PMF generate source profiles for biomass burning, secondary sulfate, secondary nitrate, mobile sources, soil and marine aerosols that contribute to fine particulate concentrations measured at Mt. Rainier and Yosemite National Parks. The trends in these source concentrations were also identified. At Mt. Rainier, secondary sulfate, secondary nitrate, soil and marine aerosols showed seasonal trends. At Yosemite, biomass, secondary sulfate, secondary nitrate, soil and marine aerosols showed seasonal trends.

Biomass burning was responsible for the highest average concentrations of fine particulates in both Class I areas for the 1991-95 and 2000-03 time periods, and the second highest concentrations were due to secondary sulfate. At Mt. Rainier, average concentrations of particulates due to biomass burning and secondary sulfate decreased between 1991-95 and 2000-03. At Yosemite, average concentrations due to biomass burning increased between these two time periods, while concentrations of secondary sulfate decreased.

Average and 90 percentile source concentrations were used to determine the average and 90 percentile visibility impairment due to each source for both the 1991-95 and 2000-03 time periods. At Mt. Rainier, the largest source of visibility impairment was secondary sulfate, and the second largest source was biomass burning. At Yosemite, the largest source of visibility impairment was biomass burning, and the second largest source was secondary sulfate. At Mt. Rainier, average visibility impairment due to secondary sulfate decreased from a Bext value of 15.9 1/Mm in 1991-95 to 10.0 1/Mm in 2000-03, and average visibility impairment due to biomass burning decreased from 12.7 1/Mm to 7.4 1/Mm between these two time periods. At Yosemite, average visibility impairment due to biomass burning increased from a Bext value of 8.5 1/Mm in 1991-95 to 10.8 1/Mm in 2000-03, and average visibility impairment due to secondary sulfate decreased from 6.9 1/Mm to 3.9 1/Mm between these time periods. Visibility impairment due to secondary nitrate was the third largest of all sources at both Class I areas, and visibility impairment due to mobile sources was the fourth largest.

References

Chow, J., and Watson, J., Western Washington 1996-97 PM2.5 Source Apportionment Study, 1998.

Kim et. al., Factor Analysis of Seattle Fine Particles, submitted to AS&T for publication in Oct. 2003.

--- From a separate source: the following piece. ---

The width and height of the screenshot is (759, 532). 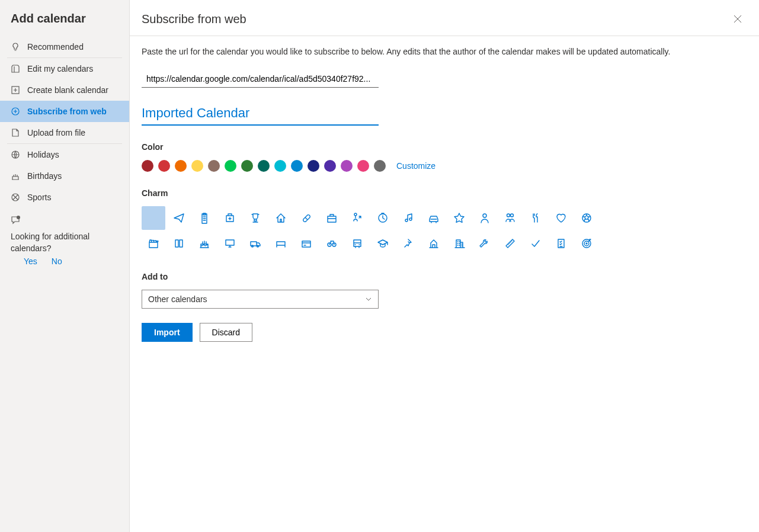 What do you see at coordinates (485, 218) in the screenshot?
I see `charm-person-icon` at bounding box center [485, 218].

Lee et al., Application of Positive Matrix Factorization in Source Apportionment of Particle Pollutants in Hong Kong, Atmospheric Environment, 33, 3201-3212.

Malm et. al., Spatial and Seasonal Patterns and Temporal Variability of Haze and its Constituents in the United States: Report III, CIRA, ISSN: 0737-5352-47, May 2000.

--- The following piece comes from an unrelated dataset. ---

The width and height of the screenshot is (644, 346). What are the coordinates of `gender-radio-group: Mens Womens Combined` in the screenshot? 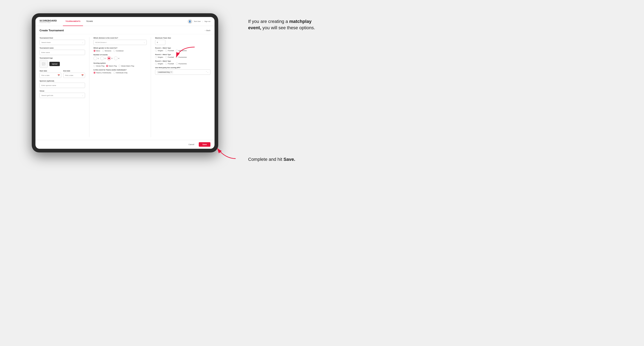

Maykut et. al., Source Apportionment of PM2.5 at an Urban IMPROVE Site in Seattle Washington, Environmental Science and Technology, 2003, 37, 5135-5142.

Paatero, P., and U. Tapper, Positive matrix factorization: a non-negative factor model with optimal utilization of error estimates of data values, Environmetrics, 5, 111-126, 1994.

Paatero, P., User’s Guide for Positive Matrix Factorization Programs PMF2.EXE and PMF3.EXE, University of Helsinki, Helsinki, 1996.

Paatero, P., Least squares formulation of robust non-negative factor analysis, Chemometrics and Intelligent Laboratory Systems, 37, 23-35, 1997.

Rose, K., Source Allocation of Columbia Gorge IMPROVE Data with Positive Matrix Factorization, Appendix E of “Chemical Concentration Balance Source Apportionment of PM2.5 Aerosol in the Columbia River Gorge”, Oregon Department of Environmental Quality, March 31, 2003.